## Problem
Every record shown here must be duplicated without change.

──────

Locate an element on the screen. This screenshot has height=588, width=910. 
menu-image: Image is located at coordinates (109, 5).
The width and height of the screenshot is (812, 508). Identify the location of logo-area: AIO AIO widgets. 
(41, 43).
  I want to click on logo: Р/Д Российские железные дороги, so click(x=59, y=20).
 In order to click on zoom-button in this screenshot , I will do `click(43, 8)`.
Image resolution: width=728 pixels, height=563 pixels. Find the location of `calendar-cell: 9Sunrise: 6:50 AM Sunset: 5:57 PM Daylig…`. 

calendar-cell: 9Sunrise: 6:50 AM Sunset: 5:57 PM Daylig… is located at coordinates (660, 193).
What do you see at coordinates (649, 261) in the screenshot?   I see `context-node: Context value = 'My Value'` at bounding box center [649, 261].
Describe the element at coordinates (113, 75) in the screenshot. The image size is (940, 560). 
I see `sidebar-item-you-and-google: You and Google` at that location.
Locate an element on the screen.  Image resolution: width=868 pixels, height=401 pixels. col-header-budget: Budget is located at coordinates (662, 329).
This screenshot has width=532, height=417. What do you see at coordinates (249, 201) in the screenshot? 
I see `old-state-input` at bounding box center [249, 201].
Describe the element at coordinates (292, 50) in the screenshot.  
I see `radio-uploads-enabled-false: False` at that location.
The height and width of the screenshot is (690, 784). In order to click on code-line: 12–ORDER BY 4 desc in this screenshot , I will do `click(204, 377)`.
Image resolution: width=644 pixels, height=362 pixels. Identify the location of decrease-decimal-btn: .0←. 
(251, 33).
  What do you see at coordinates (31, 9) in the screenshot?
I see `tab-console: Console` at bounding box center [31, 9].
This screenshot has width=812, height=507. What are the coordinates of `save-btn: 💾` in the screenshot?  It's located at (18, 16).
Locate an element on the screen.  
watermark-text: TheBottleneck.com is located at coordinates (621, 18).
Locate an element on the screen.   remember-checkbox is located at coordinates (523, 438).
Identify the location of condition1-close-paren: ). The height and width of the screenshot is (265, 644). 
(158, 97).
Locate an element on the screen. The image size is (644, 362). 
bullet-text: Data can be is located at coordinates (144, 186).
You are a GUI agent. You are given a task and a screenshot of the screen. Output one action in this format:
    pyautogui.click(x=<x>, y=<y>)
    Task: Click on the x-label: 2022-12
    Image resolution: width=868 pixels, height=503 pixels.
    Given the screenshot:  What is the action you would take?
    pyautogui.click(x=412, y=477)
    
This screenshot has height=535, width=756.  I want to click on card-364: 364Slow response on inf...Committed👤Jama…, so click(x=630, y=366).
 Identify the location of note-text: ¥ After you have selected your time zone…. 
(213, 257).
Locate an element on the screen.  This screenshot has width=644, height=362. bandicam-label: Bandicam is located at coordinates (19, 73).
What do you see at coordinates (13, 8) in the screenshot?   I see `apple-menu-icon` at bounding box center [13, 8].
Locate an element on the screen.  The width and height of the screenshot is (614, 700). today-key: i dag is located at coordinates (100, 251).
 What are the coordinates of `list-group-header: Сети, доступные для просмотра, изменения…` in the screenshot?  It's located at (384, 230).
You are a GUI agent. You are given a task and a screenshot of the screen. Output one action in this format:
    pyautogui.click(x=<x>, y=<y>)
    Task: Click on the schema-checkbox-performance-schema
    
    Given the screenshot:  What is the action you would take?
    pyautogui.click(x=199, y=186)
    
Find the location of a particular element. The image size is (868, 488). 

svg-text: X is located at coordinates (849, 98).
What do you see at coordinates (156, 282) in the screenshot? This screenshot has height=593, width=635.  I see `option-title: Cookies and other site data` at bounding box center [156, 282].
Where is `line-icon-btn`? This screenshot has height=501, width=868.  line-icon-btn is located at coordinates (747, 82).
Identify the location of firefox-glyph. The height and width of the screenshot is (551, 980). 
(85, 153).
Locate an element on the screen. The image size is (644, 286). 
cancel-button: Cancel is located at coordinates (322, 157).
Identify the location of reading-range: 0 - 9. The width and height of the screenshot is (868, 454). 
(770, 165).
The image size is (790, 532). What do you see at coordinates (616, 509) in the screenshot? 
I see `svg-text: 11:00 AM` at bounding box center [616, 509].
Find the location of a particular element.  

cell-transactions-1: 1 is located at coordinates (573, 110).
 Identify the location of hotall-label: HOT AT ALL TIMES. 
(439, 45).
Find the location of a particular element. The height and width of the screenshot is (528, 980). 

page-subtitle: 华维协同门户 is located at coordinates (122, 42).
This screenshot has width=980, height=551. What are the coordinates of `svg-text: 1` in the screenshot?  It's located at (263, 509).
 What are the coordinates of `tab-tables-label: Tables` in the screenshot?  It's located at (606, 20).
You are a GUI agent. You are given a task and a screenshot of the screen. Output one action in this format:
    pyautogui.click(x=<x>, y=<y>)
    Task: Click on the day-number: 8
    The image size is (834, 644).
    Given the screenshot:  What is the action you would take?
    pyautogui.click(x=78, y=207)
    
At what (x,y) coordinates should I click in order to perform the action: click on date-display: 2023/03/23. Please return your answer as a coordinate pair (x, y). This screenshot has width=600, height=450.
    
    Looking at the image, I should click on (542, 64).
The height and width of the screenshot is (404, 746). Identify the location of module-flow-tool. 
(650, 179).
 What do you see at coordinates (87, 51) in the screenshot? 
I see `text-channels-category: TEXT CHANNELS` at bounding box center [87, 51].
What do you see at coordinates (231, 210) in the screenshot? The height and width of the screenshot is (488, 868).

──────

## Reply to the exercise
Locate an element on the screen. This screenshot has height=588, width=910. 
menu-image: Image is located at coordinates (109, 5).
The width and height of the screenshot is (812, 508). Identify the location of logo-area: AIO AIO widgets. 
(41, 43).
  I want to click on logo: Р/Д Российские железные дороги, so click(x=59, y=20).
 In order to click on zoom-button in this screenshot , I will do `click(43, 8)`.
Image resolution: width=728 pixels, height=563 pixels. Find the location of `calendar-cell: 9Sunrise: 6:50 AM Sunset: 5:57 PM Daylig…`. 

calendar-cell: 9Sunrise: 6:50 AM Sunset: 5:57 PM Daylig… is located at coordinates (660, 193).
What do you see at coordinates (649, 261) in the screenshot?   I see `context-node: Context value = 'My Value'` at bounding box center [649, 261].
Describe the element at coordinates (113, 75) in the screenshot. The image size is (940, 560). 
I see `sidebar-item-you-and-google: You and Google` at that location.
Locate an element on the screen.  Image resolution: width=868 pixels, height=401 pixels. col-header-budget: Budget is located at coordinates (662, 329).
This screenshot has width=532, height=417. What do you see at coordinates (249, 201) in the screenshot? 
I see `old-state-input` at bounding box center [249, 201].
Describe the element at coordinates (292, 50) in the screenshot.  
I see `radio-uploads-enabled-false: False` at that location.
The height and width of the screenshot is (690, 784). In order to click on code-line: 12–ORDER BY 4 desc in this screenshot , I will do `click(204, 377)`.
Image resolution: width=644 pixels, height=362 pixels. Identify the location of decrease-decimal-btn: .0←. 
(251, 33).
  What do you see at coordinates (31, 9) in the screenshot?
I see `tab-console: Console` at bounding box center [31, 9].
This screenshot has width=812, height=507. What are the coordinates of `save-btn: 💾` in the screenshot?  It's located at (18, 16).
Locate an element on the screen.  
watermark-text: TheBottleneck.com is located at coordinates (621, 18).
Locate an element on the screen.   remember-checkbox is located at coordinates (523, 438).
Identify the location of condition1-close-paren: ). The height and width of the screenshot is (265, 644). 
(158, 97).
Locate an element on the screen. The image size is (644, 362). 
bullet-text: Data can be is located at coordinates (144, 186).
You are a GUI agent. You are given a task and a screenshot of the screen. Output one action in this format:
    pyautogui.click(x=<x>, y=<y>)
    Task: Click on the x-label: 2022-12
    Image resolution: width=868 pixels, height=503 pixels.
    Given the screenshot:  What is the action you would take?
    pyautogui.click(x=412, y=477)
    
This screenshot has height=535, width=756.  I want to click on card-364: 364Slow response on inf...Committed👤Jama…, so click(x=630, y=366).
 Identify the location of note-text: ¥ After you have selected your time zone…. 
(213, 257).
Locate an element on the screen.  This screenshot has width=644, height=362. bandicam-label: Bandicam is located at coordinates (19, 73).
What do you see at coordinates (13, 8) in the screenshot?   I see `apple-menu-icon` at bounding box center [13, 8].
Locate an element on the screen.  The width and height of the screenshot is (614, 700). today-key: i dag is located at coordinates (100, 251).
 What are the coordinates of `list-group-header: Сети, доступные для просмотра, изменения…` in the screenshot?  It's located at (384, 230).
You are a GUI agent. You are given a task and a screenshot of the screen. Output one action in this format:
    pyautogui.click(x=<x>, y=<y>)
    Task: Click on the schema-checkbox-performance-schema
    
    Given the screenshot:  What is the action you would take?
    pyautogui.click(x=199, y=186)
    
Find the location of a particular element. The image size is (868, 488). 

svg-text: X is located at coordinates (849, 98).
What do you see at coordinates (156, 282) in the screenshot? This screenshot has height=593, width=635.  I see `option-title: Cookies and other site data` at bounding box center [156, 282].
Where is `line-icon-btn`? This screenshot has height=501, width=868.  line-icon-btn is located at coordinates (747, 82).
Identify the location of firefox-glyph. The height and width of the screenshot is (551, 980). 
(85, 153).
Locate an element on the screen. The image size is (644, 286). 
cancel-button: Cancel is located at coordinates (322, 157).
Identify the location of reading-range: 0 - 9. The width and height of the screenshot is (868, 454). 
(770, 165).
The image size is (790, 532). What do you see at coordinates (616, 509) in the screenshot? 
I see `svg-text: 11:00 AM` at bounding box center [616, 509].
Find the location of a particular element.  

cell-transactions-1: 1 is located at coordinates (573, 110).
 Identify the location of hotall-label: HOT AT ALL TIMES. 
(439, 45).
Find the location of a particular element. The height and width of the screenshot is (528, 980). 

page-subtitle: 华维协同门户 is located at coordinates (122, 42).
This screenshot has width=980, height=551. What are the coordinates of `svg-text: 1` in the screenshot?  It's located at (263, 509).
 What are the coordinates of `tab-tables-label: Tables` in the screenshot?  It's located at (606, 20).
You are a GUI agent. You are given a task and a screenshot of the screen. Output one action in this format:
    pyautogui.click(x=<x>, y=<y>)
    Task: Click on the day-number: 8
    The image size is (834, 644).
    Given the screenshot:  What is the action you would take?
    pyautogui.click(x=78, y=207)
    
At what (x,y) coordinates should I click in order to perform the action: click on date-display: 2023/03/23. Please return your answer as a coordinate pair (x, y). This screenshot has width=600, height=450.
    
    Looking at the image, I should click on (542, 64).
The height and width of the screenshot is (404, 746). Identify the location of module-flow-tool. 
(650, 179).
 What do you see at coordinates (87, 51) in the screenshot? 
I see `text-channels-category: TEXT CHANNELS` at bounding box center [87, 51].
What do you see at coordinates (231, 210) in the screenshot? The height and width of the screenshot is (488, 868).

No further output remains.